Companies around the world are building products where social engagement flows seamlessly with the product’s main functionality. Examples of such companies include gaming company Fortnite, fitness company Peloton, and e-commerce company Pinduoduo

Bitsika, a Ghanian remittance and payment startup, is trying to tap into social payment play by launching a social feature that will allow users to create social profiles and content on their spending; follow and be followed; and request and receive cash and donations.

Bitsika was launched in 2018 by Atsu Davoh and Samuel Baohen as a USSD product that allowed users to buy and sell bitcoin. Over the years, it became a charity donations solution; 2 years ago, it developed a mobile app in 2019 for cross border payment, with its current iteration being a social fintech app. “I’d say that this is the fourth big iteration we have had, ” Davoh said. Everything we’ve done since the beginning of the startup has led up to this moment. This social app is an upgrade of the normal fintech basic app: containing wallet features and remittance features, but with social media capabilities,” Davoh tells TechCabal.  

Social+ companies—companies whose main functionality is supported by a social engagement feature— are gaining mass adoption across the world because they use social engagement to create a community, which makes it easier to lock users in. They allow users to form, maintain, and strengthen bonds in-app, the way social media do, but in this case, all of this is aimed at keeping the users coming back to use the product’s main functionality.

Davoh, the brain behind earl, a social media app that connects individuals to influencers, professionals, and celebrities, explained that Bitsika’s last funding in 2019 encouraged it to experiment with bold ideas. “I didn’t want to just end up releasing the same old boring fintech that everyone was doing. I wanted to challenge the system and bring new ideas.”

Davoh, a heavy Twitter user, realised that there is a divide between social media and fintech, which makes moving between both worlds difficult. He explained: “For example, when someone creates a GoFundMe account they can’t just leave it on GoFundMe. They have to come to Twitter to post the link because there’s no social component on GoFundMe or a GoFundMe component on Twitter.”

A typical social profile on Bitsika’s updated app

Davoh further explained that that is the reason people can not do giveaways natively on Twitter. Instead, they use fintech products such as Cash App and Bitsika, all external apps, to share the money. 

It got Davoh thinking: “Is it possible to create a social medium that combines fintech intrinsically and automatically marries both worlds?” The new Bitsika app allows users to receive money or donations when someone comes to the page without them having to supply a wallet address or tag. 
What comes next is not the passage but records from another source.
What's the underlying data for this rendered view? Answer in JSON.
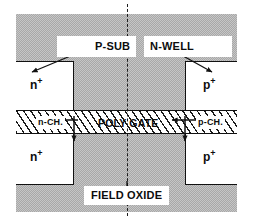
{
  "figure": {
    "colors": {
      "substrate_gray": "#b4b4b4",
      "line_black": "#111111",
      "fill_white": "#ffffff"
    }
  },
  "labels": {
    "p_sub": "P-SUB",
    "n_well": "N-WELL",
    "poly_gate": "POLY GATE",
    "field_oxide": "FIELD OXIDE",
    "n_channel": "n-CH.",
    "p_channel": "p-CH.",
    "n_plus_top": "n",
    "n_plus_top_sup": "+",
    "p_plus_top": "p",
    "p_plus_top_sup": "+",
    "n_plus_bottom": "n",
    "n_plus_bottom_sup": "+",
    "p_plus_bottom": "p",
    "p_plus_bottom_sup": "+"
  }
}
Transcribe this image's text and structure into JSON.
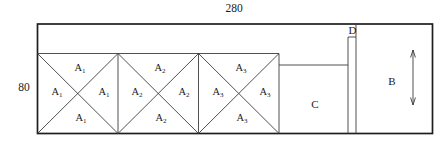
{
  "figure": {
    "dimension_labels": {
      "width": "280",
      "height": "80"
    },
    "square_labels": [
      {
        "base": "A",
        "sub": "1"
      },
      {
        "base": "A",
        "sub": "2"
      },
      {
        "base": "A",
        "sub": "3"
      }
    ],
    "region_labels": {
      "b": "B",
      "c": "C",
      "d": "D"
    },
    "icons": {
      "vertical_double_arrow": "↕"
    },
    "colors": {
      "bg": "#ffffff",
      "outer": "#1e1e1e",
      "line": "#3d3d3d",
      "text": "#1c1c1c"
    }
  }
}
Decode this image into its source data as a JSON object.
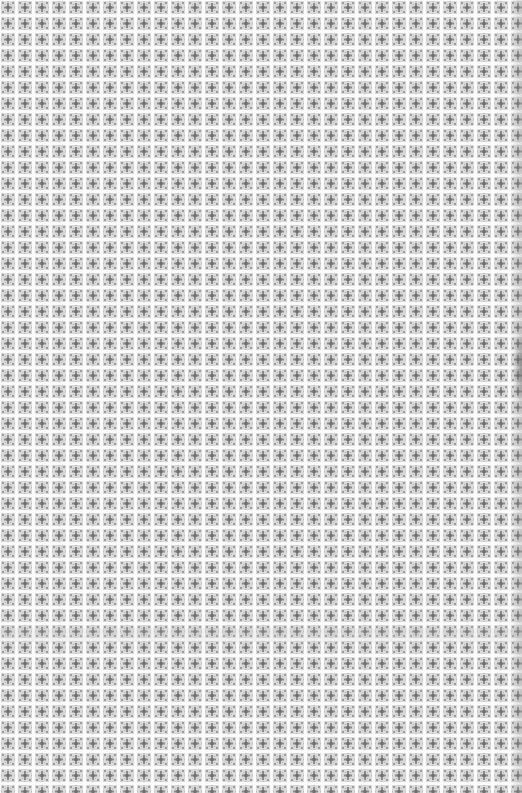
{
  "pattern": {
    "name": "repeating tile texture",
    "tile_width": 17,
    "tile_height": 16,
    "colors": {
      "background": "#f4f4f4",
      "gutter": "#fbfbfb",
      "tile_fill": "#d8d8d8",
      "motif": "#9a9a9a",
      "motif_dark": "#7d7d7d"
    }
  },
  "artifacts": {
    "right_edge_smudge": {
      "top": 330,
      "height": 75
    },
    "faint_band": {
      "top": 628,
      "height": 14
    }
  }
}
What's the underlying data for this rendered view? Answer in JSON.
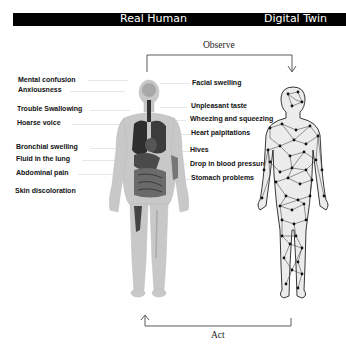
{
  "header": {
    "left_title": "Real Human",
    "right_title": "Digital Twin",
    "bar_color": "#000000"
  },
  "flow": {
    "top_label": "Observe",
    "bottom_label": "Act"
  },
  "symptoms": {
    "left": [
      {
        "label": "Mental confusion",
        "y": 76
      },
      {
        "label": "Anxiousness",
        "y": 87
      },
      {
        "label": "Trouble Swallowing",
        "y": 106
      },
      {
        "label": "Hoarse voice",
        "y": 120
      },
      {
        "label": "Bronchial swelling",
        "y": 144
      },
      {
        "label": "Fluid in the lung",
        "y": 156
      },
      {
        "label": "Abdominal pain",
        "y": 170
      },
      {
        "label": "Skin discoloration",
        "y": 188
      }
    ],
    "right": [
      {
        "label": "Facial swelling",
        "y": 79
      },
      {
        "label": "Unpleasant taste",
        "y": 103
      },
      {
        "label": "Wheezing and squeezing",
        "y": 116
      },
      {
        "label": "Heart palpitations",
        "y": 130
      },
      {
        "label": "Hives",
        "y": 147
      },
      {
        "label": "Drop in blood pressure",
        "y": 160
      },
      {
        "label": "Stomach problems",
        "y": 175
      }
    ]
  },
  "figures": {
    "left": "anatomical-human",
    "right": "network-mesh-human"
  }
}
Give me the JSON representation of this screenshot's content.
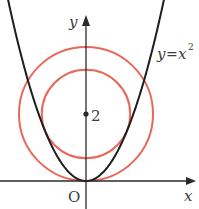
{
  "figure": {
    "curve_label_lhs": "y",
    "curve_label_eq": "=",
    "curve_label_rhs": "x",
    "curve_label_exp": "2",
    "x_axis_label": "x",
    "y_axis_label": "y",
    "origin_label": "O",
    "center_label": "2"
  },
  "math": {
    "parabola": "y = x^2",
    "center": [
      0,
      2
    ],
    "outer_circle_radius": 2,
    "inner_circle_radius": 1.32
  },
  "colors": {
    "axis": "#2a2a2a",
    "parabola": "#1e1e1e",
    "circle": "#e8685a"
  }
}
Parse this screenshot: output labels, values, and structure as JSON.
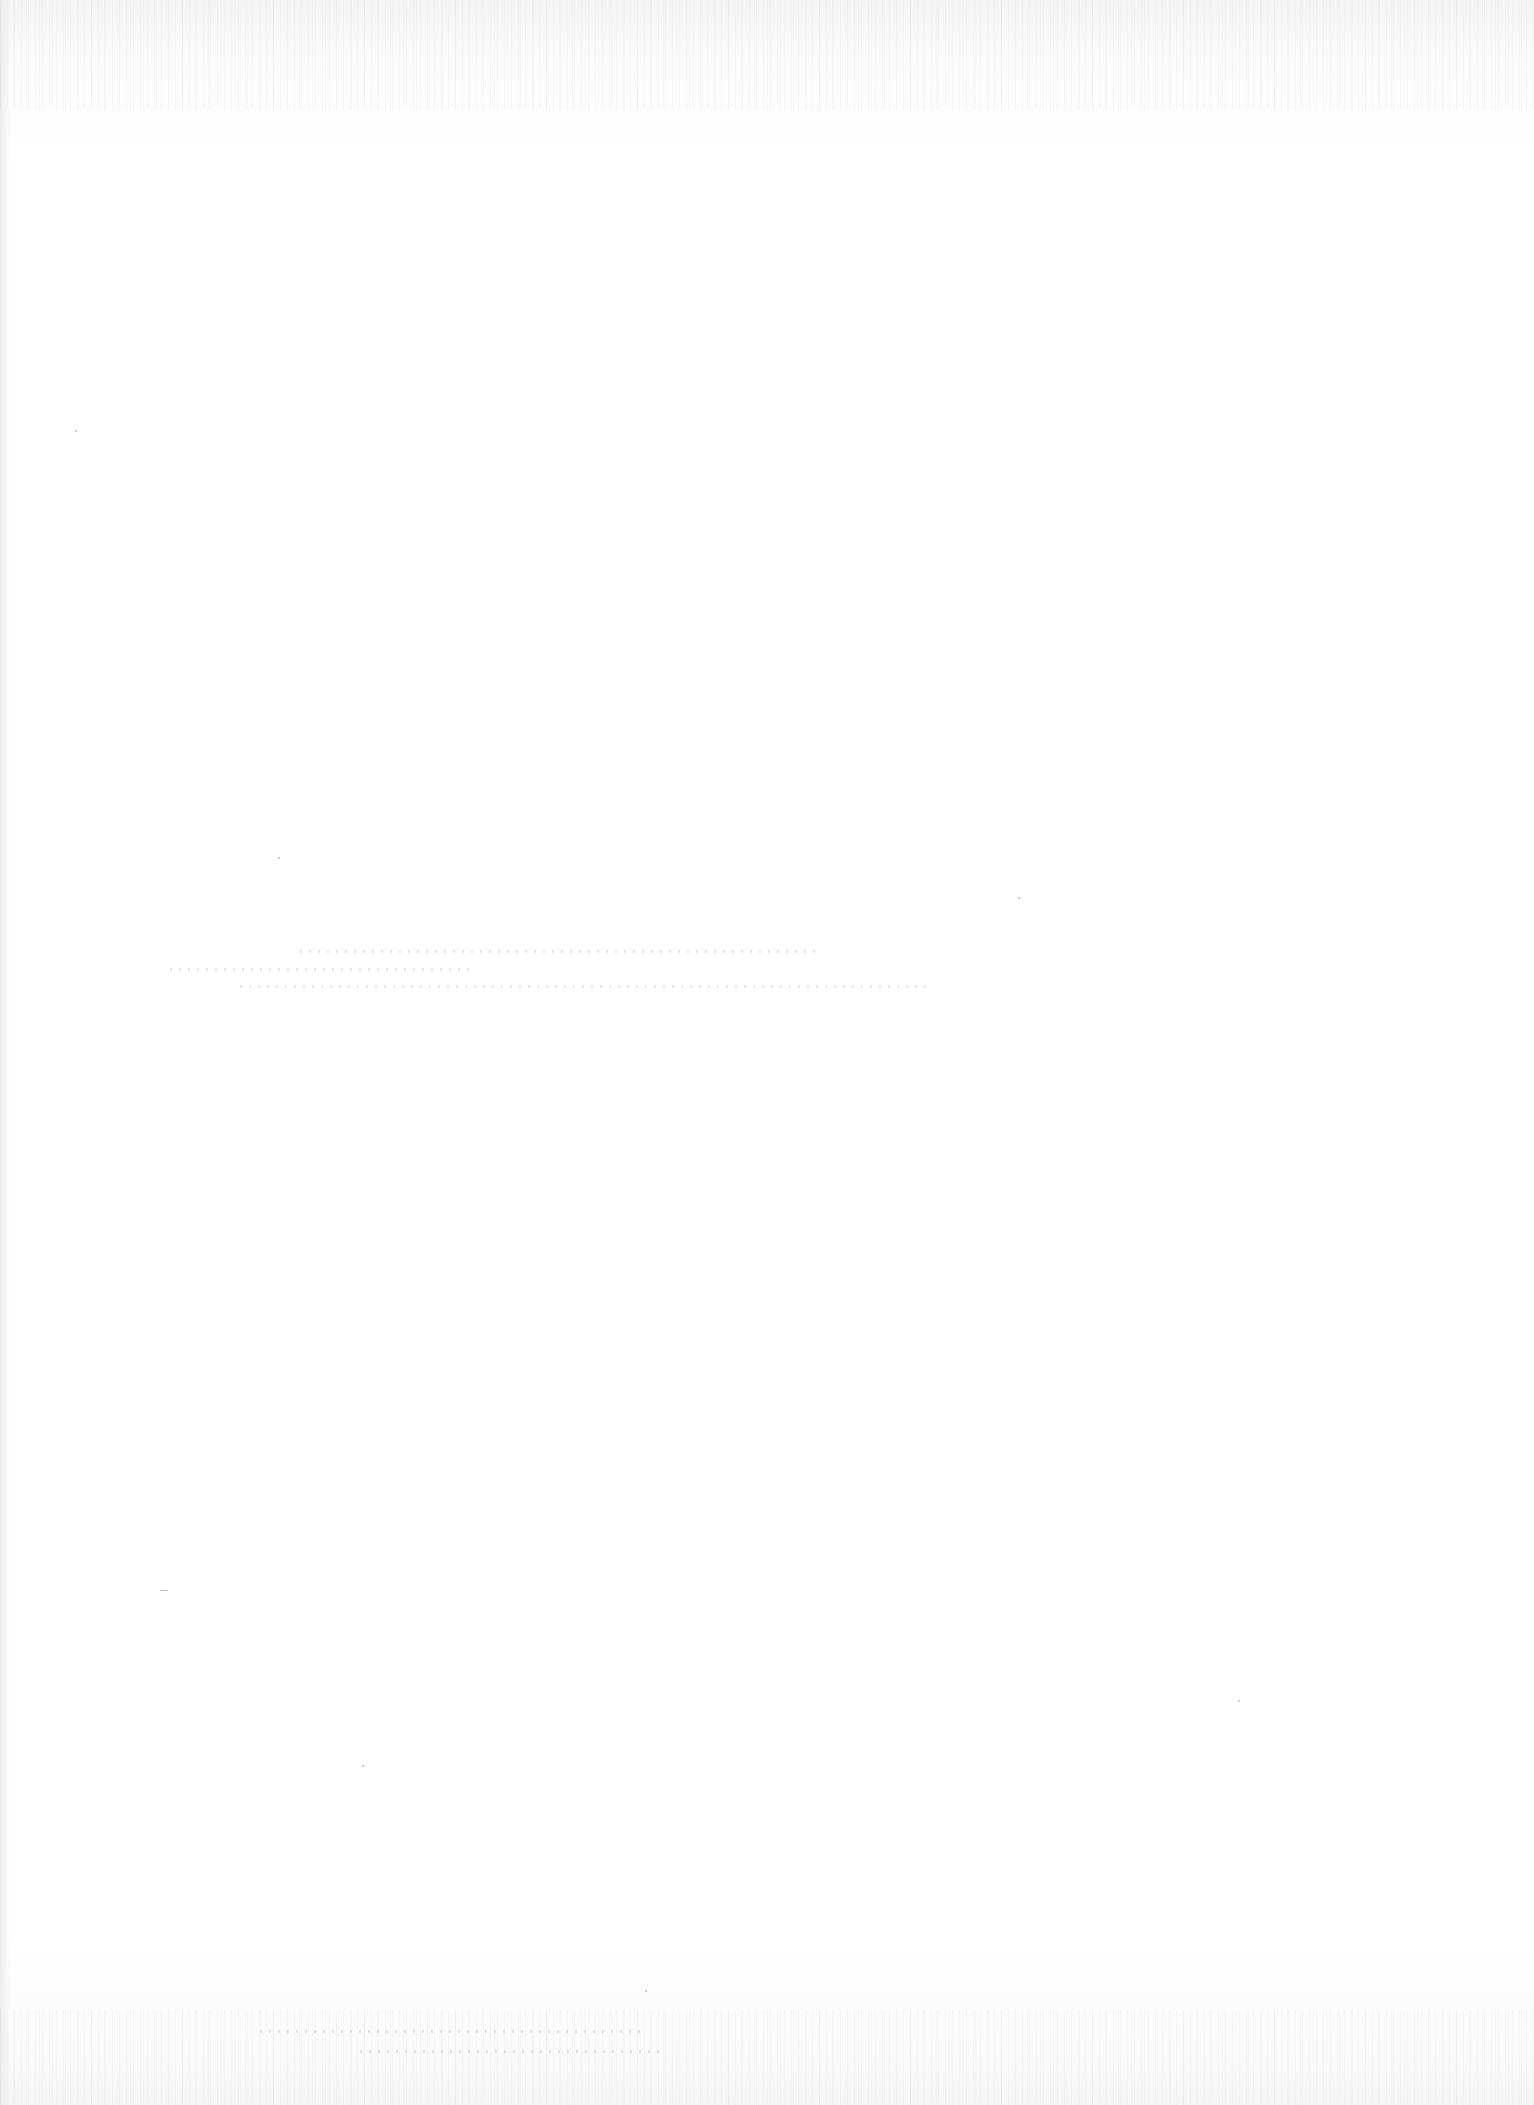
{
  "page": {
    "type": "blank-scanned-page",
    "background_color": "#ffffff",
    "visible_text": []
  }
}
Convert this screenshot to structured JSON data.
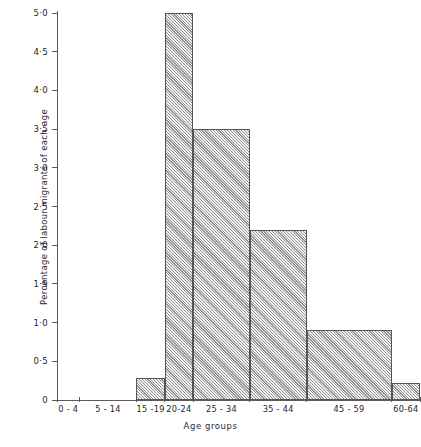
{
  "chart_data": {
    "type": "bar",
    "title": "",
    "xlabel": "Age groups",
    "ylabel": "Percentage of labour migrants of each age",
    "categories": [
      "0 - 4",
      "5 - 14",
      "15 -19",
      "20-24",
      "25 - 34",
      "35 - 44",
      "45 - 59",
      "60-64"
    ],
    "values": [
      0,
      0,
      0.28,
      5.0,
      3.5,
      2.2,
      0.9,
      0.22
    ],
    "bin_edges": [
      0,
      4,
      14,
      19,
      24,
      34,
      44,
      59,
      64
    ],
    "ylim": [
      0,
      5.0
    ],
    "ytick_values": [
      0,
      0.5,
      1.0,
      1.5,
      2.0,
      2.5,
      3.0,
      3.5,
      4.0,
      4.5,
      5.0
    ],
    "ytick_labels": [
      "0",
      "0·5",
      "1·0",
      "1·5",
      "2·0",
      "2·5",
      "3·0",
      "3·5",
      "4·0",
      "4·5",
      "5·0"
    ],
    "grid": false,
    "legend": null,
    "bar_fill": "diagonal-hatch",
    "bar_edge_color": "#555555",
    "axis_color": "#5a5a5a"
  }
}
While Davoh sees the new update as a huge leap, he admits it is largely an experiment: “I don’t know if this social update will make our growth easier or difficult, but we anticipate that it will  turn out as well.”

Nigerian fintech app Abeg, which allows users to request and send money to each other with tags, is another famous social payment app on the continent. By using giveaways as a use case during the Big Brother Show it sponsored, it was able to take its users from 20,000 to almost 2 million

But Bitsika, which, according to a Twitter thread Davoh wrote in January 2021, has over 95,000 registered users, qualifies as a fully-fledged social media platform as it has more functionality compared to other social payment apps on the continent.

Bitsika’s social timeline featuring the user’s cash balance

Davoh highlighted the fact that the new update allows users to request money from friends, organise giveaways in-app, and crowdfund for important projects as well as a pizza for a night out. It also makes the splitting of bills between friends easier and serves as a record of how much money was spent among them. 

Davoh explained that while KYC verification is required for users who use the financial services on the app, users who come on the app to only make or read social posts are not required to do KYC verification.

Bitsika for businesses

Since the Bitsika app was launched 2 years ago, Bitsika users have requested a feature that allows them to use the Bitsika app for their businesses. This is why Bitsika is also launching Bitsika Bitsika Console, a merchant dashboard and API for online businesses to create invoices that allow Bitsika users to pay them. Through the merchant console, business owners can process payments directly from other Bitsika users. By processing these transactions in-app, Bitsika can take away the friction that online businesses experience with payments.

Bitsika’s merchant function is currently live in 8 countries: Ghana, Nigeria, Cameroon, Senegal, Togo, Benin, Ivory Coast, and Burkina Faso. Anyone in these 8 countries and the world can use this social feature.